Traditional economics failed to predict the scale of the knock-on effect of the credit crunch on the world economy. The new software shows how banks react in different ways by looking at a wide range of factors like how much reserves they must keep compared to investments, their savers' consumption/investment and saving patterns, and psychological factors like confidence in the market. It can then give policymakers – who want to know how fiscal and monetary reforms will affect banks and customers – a better warning of the scale of a financial crisis' impact on the real economy. The software can also simulate the same scenario with an older demographic to help plan for an older Europe, or with limited energy supplies.

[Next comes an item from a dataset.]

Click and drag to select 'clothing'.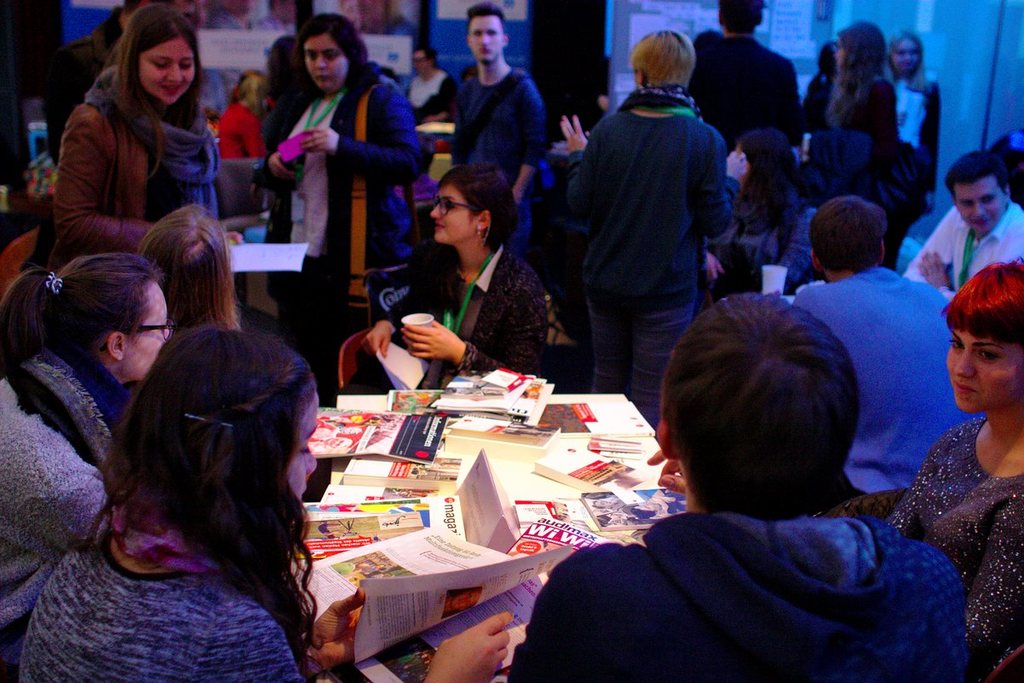
Selection: region(56, 7, 125, 161).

Designed to run on supercomputers that allow simulation to be carried out on a massive scale but accessible to any connected desktop PC, the software can be used by economists and policymakers with no knowledge of computer programming. By connecting hundreds of thousands of small simulated actions and reactions across the economy, the software can give policymakers better and bigger pictures of their policy impact on people's life and work.

The three-year project was carried out by economists and computer scientists from eight universities (in Italy, France, Germany, Turkey and the UK), brought together by the EU and financed from the European Commission's technology research budget.